In one highly publicized case, the previous Governor of the Central Bank was arrested on what appear to be flimsy grounds that it will be difficult to prove in court. In the process, the standing of the Central Bank as an institution has been sullied publicly. Mauritius got a blow at the international level. No one seemed to be bothered whether the matter couldn’t have been handled more sensibly, to protect the international good standing of the country.

The latest in this respect is the interrogation of Attorney Pazhany Thandrayan on his return last weekend from Dubai after reportedly meeting with his client Nandanee Soornack. Police seized his documents.

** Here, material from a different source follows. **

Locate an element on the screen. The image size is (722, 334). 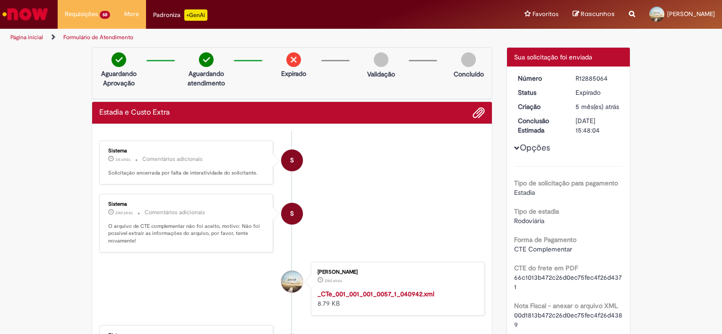
time: 31/07/2025 17:39:06 is located at coordinates (124, 213).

The hope, it would appear, was to obtain evidence from his belongings seized by the police in the process and indict, if possible, the Attorney’s client and, by extension, the former Prime Minister with whom she was associated. The question people have been asking is whether, in serious matters like the law and judicial processes, it is in order for the police to seek to gather evidence by recourse to such procedures. It doesn’t look like it.

Lately, one man, Iqbal Toofany, who was arrested in a matter of suspected car theft, lost his life while held in police custody at Black River station. A person working in the vicinity of the police station where the victim was being interrogated, has sworn an affidavit the crux of which is that the dead man would have been molested physically while in police custody. The policemen allegedly involved in brutality are presumed innocent until proved guilty; so, we should not jump to hasty conclusions that the death was caused by beatings received at the hands of the police. Regarding this case, the Commissioner of Police has stated that investigation of the concerned police officers in this case is proceeding to his satisfaction, i.e., independently and without parti-pris. Reassurances are necessary when matters threaten to get out of hands.

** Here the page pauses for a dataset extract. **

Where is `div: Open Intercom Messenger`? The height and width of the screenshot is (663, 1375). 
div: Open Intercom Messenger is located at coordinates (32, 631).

This case echoes back however previous others. The new government campaigned last year alleging that the death in police cell of one Ashok Kumar Ramdhony would be connected with a theft that took place in the former Prime Minister’s bungalow at Roches Noires. An inquiry headed by a magistrate concluded that police were not responsible.

Still, there lingers in the public mind a strong element of suspicion whenever death occurs during police custody. The best thing would have been to keep Caesar’s wife above suspicion of being involved in any excessive behaviours.

The price to pay

As in some not remote past, certain questionable practices we’ve been seeing remind us that nothing may have changed in these respects. In fact, wild bits and pieces of information were being floated around on the sums to be recovered from the safes held at the CCID while the interrogation of the former Prime Minister was being carried on. There was speculation launched that something around a billion rupees were expected to be collected from those safes. It turned out that the actual count, including foreign currencies found in the safes, yielded only about Rs 220 million.

Not to be outdone at this much lower outcome, the media are now circulating an estimate to the effect that Nandanee Soornack would have whisked away Rs800 million in her unchecked baggage on her way to Dubai just after the December elections last year. So, not to be discomfited, those who originally vehicled the figure of one billion rupees for the Ramgoolam safes in the first place would, taking the two sums taken together, work up to the originally estimated Rs 1 billion.

When the media is led to ventilate such stupid things, with no evidence to back it all the public is wilfully misled into believing things that may prove to have no bearing on the reality. What was the point to ventilate during the scrutiny of the former Prime Minister’s safes that a certain sexual enhancement drug was among its contents? There are bounds of decency that a respectful country refuses to cross.

Finally, all that would have been achieved by what all has been going on in these respects is the destruction of the political adversary, with the risk that another identical cycle will repeat itself when the time comes. Too bad for the serenity of the country!